TENCEL™ logo licensing
: Tangible marketing asset with consumer recognition. Mintel consumer data shows measurable conversion lift at premium price points when sustainable fibre branding is visible on-pack.
Thermal comfort in warm climates
: 11–12% moisture regain (versus cotton's 8.5%) keeps premium garments comfortable through extended wear — relevant for India's market context.
Strength
Wet tensile strength retention
: Unlike viscose, TENCEL™ Lyocell retains 34–38 cN/tex both wet and dry. This is why premium TENCEL™ garments survive washing without distorting — the fibre holds its structure where viscose would weaken and stretch.
Limitation
Pilling without enzyme finishing
: TENCEL™ Lyocell fibrillates during wet processing and early wash cycles, creating surface fuzz that initiates pilling. This is not a fibre defect — it's a process dependency. Any manufacturer who is not applying thorough cellulase enzyme bio-polishing will produce a substandard garment. Buyers must audit this step or specify it contractually.
Strength
Optical lustre without synthetic origin
: The smooth fibre surface creates a subtle sheen that elevates perceived quality. This is structural, not a finish — it doesn't wash off or change over time.
Limitation
Low inherent stretch
: For body-conscious silhouettes, tops, or any garment where fit retention through stretch is expected, pure TENCEL™ Lyocell is not adequate. Adding 3–5% elastane solves the functional problem but complicates the sustainability and end-of-life story.
Strength
Superior dye vibrancy vs cotton
: At identical reactive dye concentrations, TENCEL™ Lyocell fabrics test 15–25% deeper in K/S value. Premium colour performance is built-in, not a finishing shortcut.
Limitation
Higher yarn cost than commodity alternatives
: At ₹350–480/kg (TENCEL™ branded, 40s Ne ring-spun), versus ₹220–280/kg for standard open-end cotton, the yarn cost delta is real. For brands pricing below ₹2,500 RSP per garment, the margin math is difficult without volume leverage.
Strength
Defensible sustainability credentials
: 99.7% solvent recovery, FSC-certified fibre, EU Ecolabel — these are audited claims. For brands with genuine ESG commitments or retail partner requirements, this is one of the few fibres where the sustainability narrative is not a liability.
Limitation
Light fastness below silk
: For outdoor wear or garments subject to extended sunlight exposure, TENCEL™ Lyocell's light fastness (grade 4–5, ISO 105-B02) is adequate but below silk's grade 5–6. Not a concern for indoor lifestyle premium apparel; relevant for categories like resort wear or lightweight outerwear.
Strength
TENCEL™ logo licensing
: Tangible marketing asset with consumer recognition. Mintel consumer data shows measurable conversion lift at premium price points when sustainable fibre branding is visible on-pack.
Strength
Thermal comfort in warm climates
: 11–12% moisture regain (versus cotton's 8.5%) keeps premium garments comfortable through extended wear — relevant for India's market context.
Common Questions
Tencel (Lyocell) for Premium Apparel — answered.

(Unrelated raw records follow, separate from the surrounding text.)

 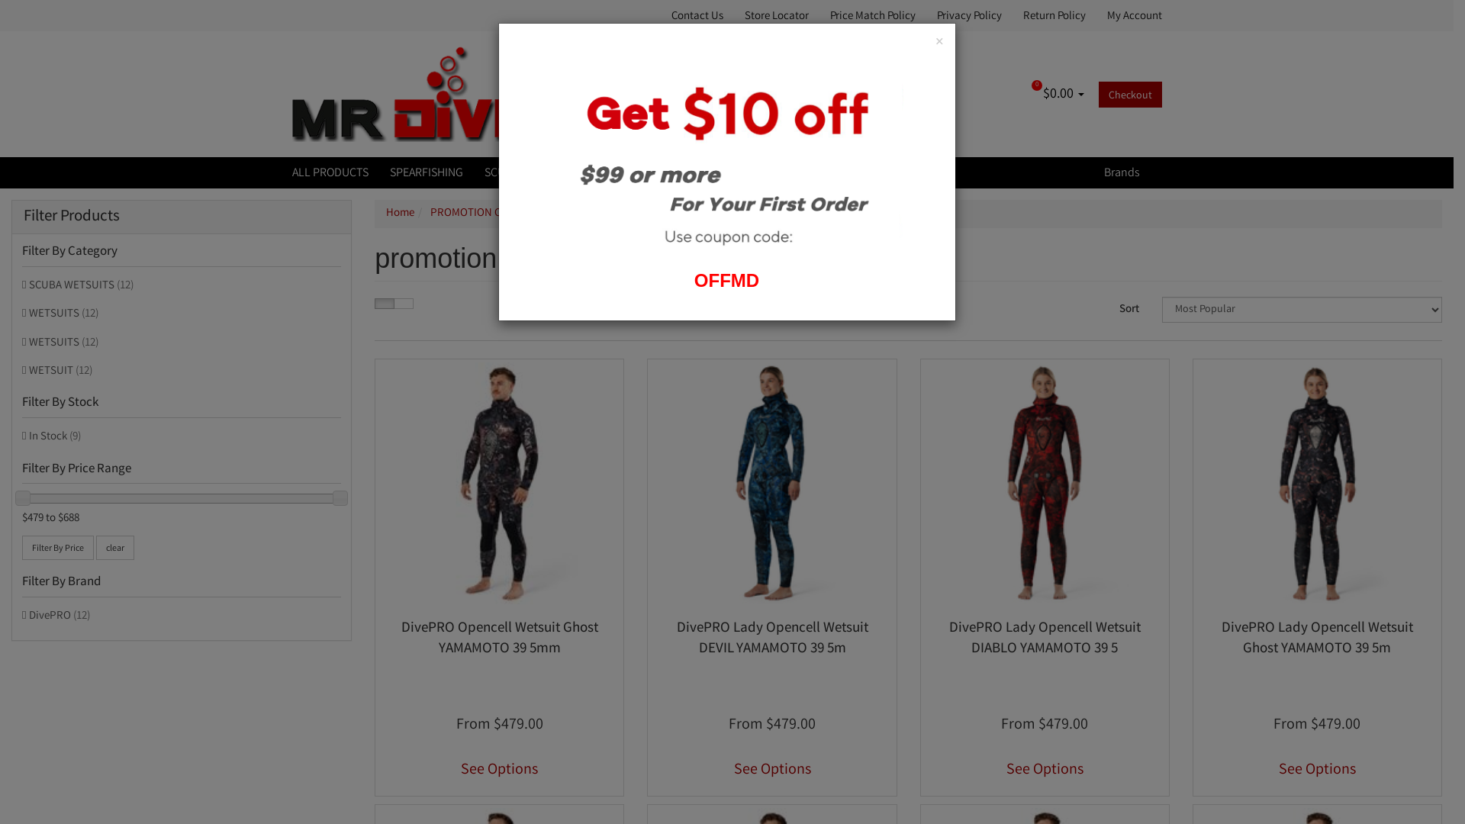 I want to click on See Options, so click(x=1317, y=769).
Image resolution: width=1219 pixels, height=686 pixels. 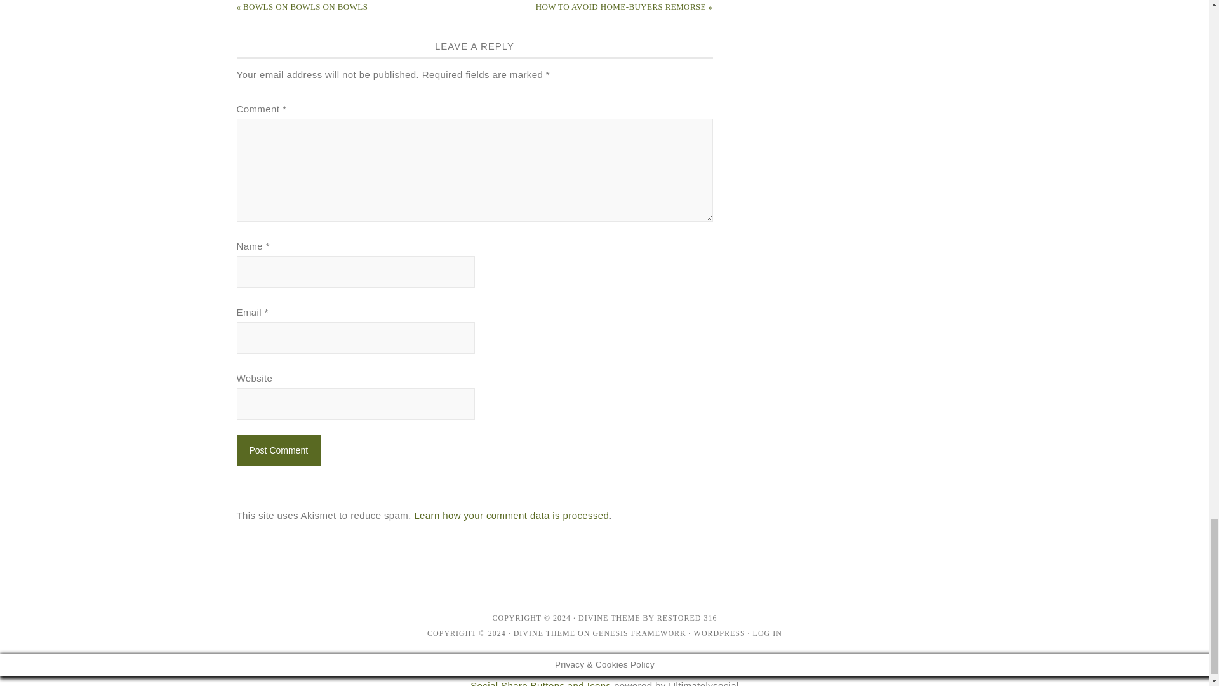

TENCEL™ for Premium Apparel — answered.
Modal (also Lenzing-origin for the premium grade) is softer in initial hand feel and has higher pilling resistance than TENCEL™ Lyocell, making it the better choice for basics and underwear categories where softness and durability through repeated washing are primary. TENCEL™ Lyocell wins on drape, optical lustre, and sustainability credentials — the closed-loop production story is stronger than modal's. For structured premium apparel (shirts, blouses, dresses), TENCEL™'s drape and colour depth give it the edge. For jersey T-shirts and basics that will be washed frequently, modal or a TENCEL™/modal blend at 50/50 is often a better specification.
More Resources
Explore adjacent fibres, applications, and technical terms.
Experience It
The difference isn't marketing.
It's in the fibre.
One wash cycle won't tell you. Thirty will.